Some of the people who plan to move to other games should Veng be permanent (alongside GH) will be replaced by others coming back (and some will bring their friends).
Time will tell if we’re indeed witnessing the death of ESO PvP, or a new beginning.
I agree with what you said. From how i see it, more people despite vengeance then liking it. So imo if these who despite it, leave entirely, the impact is bigger.
Anyway its weird how the playerbase gets split lately, same with subclassing..
As above so below, I would say. Society is more and more polarized, and that is reflected in different communities, including gamers.
manukartofanu wrote: »I only play this game when Vengeance is up, so I only get 1 week every 3 months.YandereGirlfriend wrote: »and then Vengeance comes along and makes them stop playing for a week... it is a VERY convenient time to simply step away for good.
The 100 or so GH regulars could all quit forever with zero impact on the game as a whole.
If you're still holding hope that they'll "fix" GH after 12 directionless years... lol.
Actually, if those who log in once every three months stop playing, no one will even notice.

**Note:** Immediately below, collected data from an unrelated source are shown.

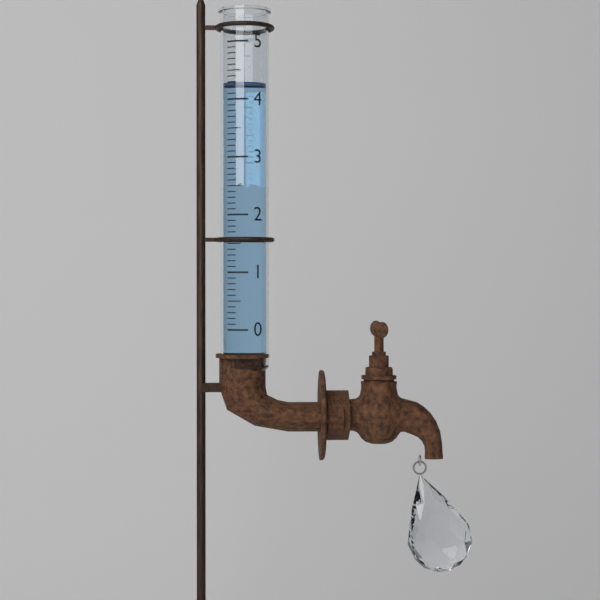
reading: 4.3 (no unit)
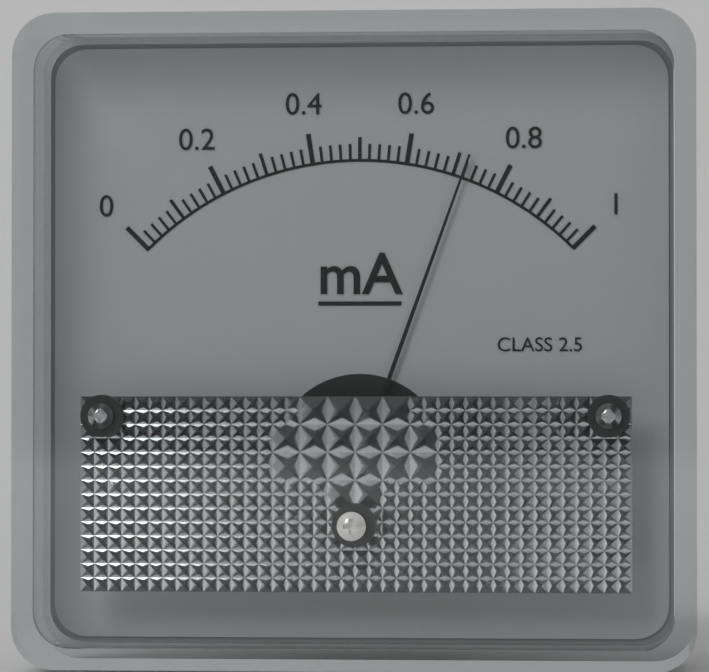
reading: 0.72 mA
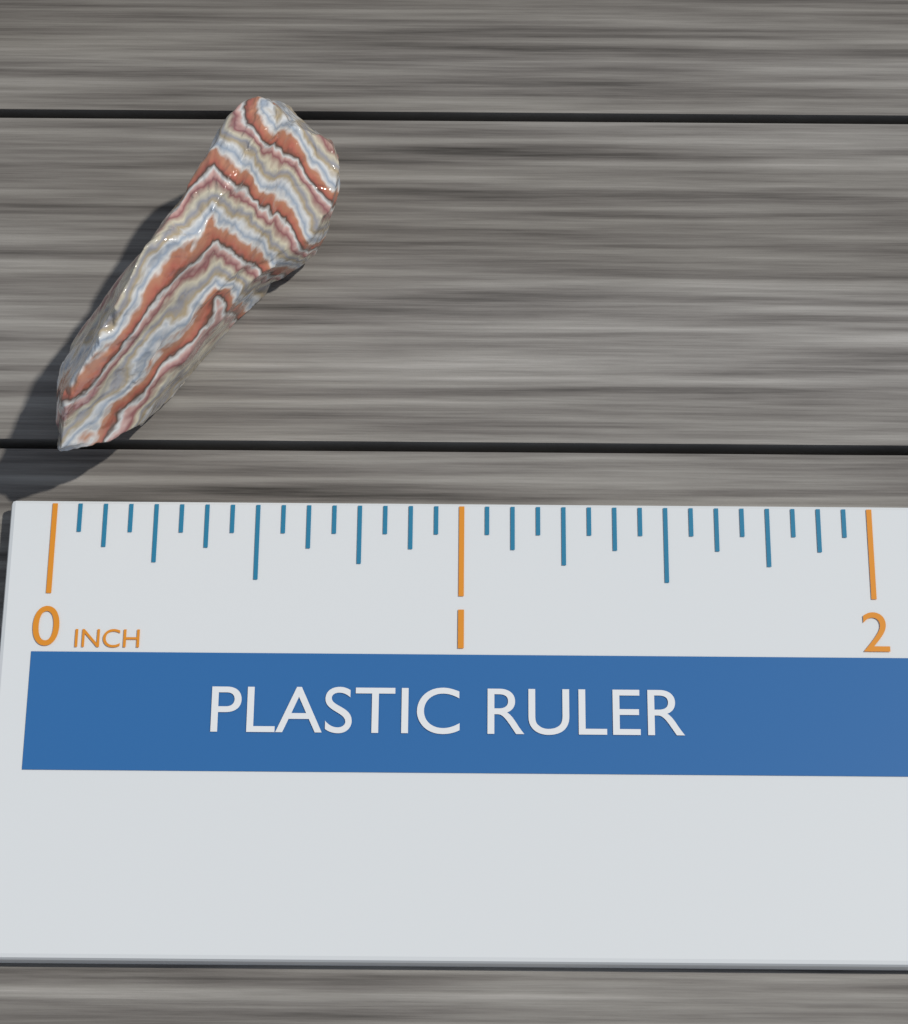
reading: 0.6875 inch
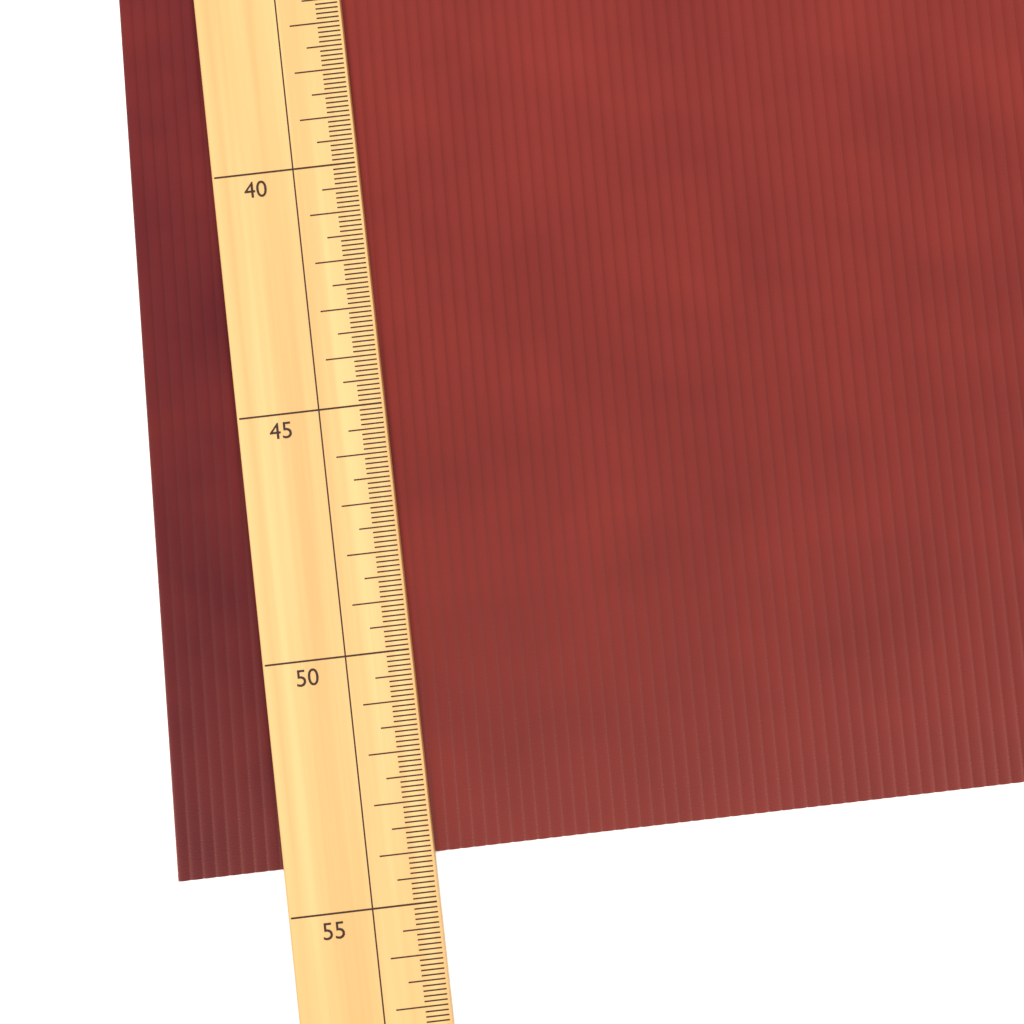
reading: 54.1 (no unit)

But if the entire PvP community leaves—that’s minus 200–500 players from the current online population. Along with them, part of the economy will collapse, which will lead to further player loss.
If you keep making changes that reduce online numbers or push players away, eventually there will be no players left. And those who played once every three months will keep doing exactly that - playing once every three months.
What we have already: a guaranteed event page drop for people who want rewards for five minutes of gameplay. The result? A ruined event economy and zero reason to farm boxes, which led, surprise, surprise, to lower online numbers.
Arcanist: letting in newcomers and people who don’t want to spend time learning how to play. The result? Players with no skill can easily clear all the content they previously couldn’t, and then they leave.
And the list of concessions and pandering to those who don’t actually want to play the game can go on and on.
The outcome: a game made for people who don’t want to play it.
That is not entirely true. Sure, it is less evident when players leave one by one as opposed to the entire base at once, but the effects are still noticeable. Population is shrinking and PvPers are aware of it. Also, those who left took their wallet with them so there’s that impact too.
Some of the people who plan to move to other games should Veng be permanent (alongside GH) will be replaced by others coming back (and some will bring their friends).
Time will tell if we’re indeed witnessing the death of ESO PvP, or a new beginning.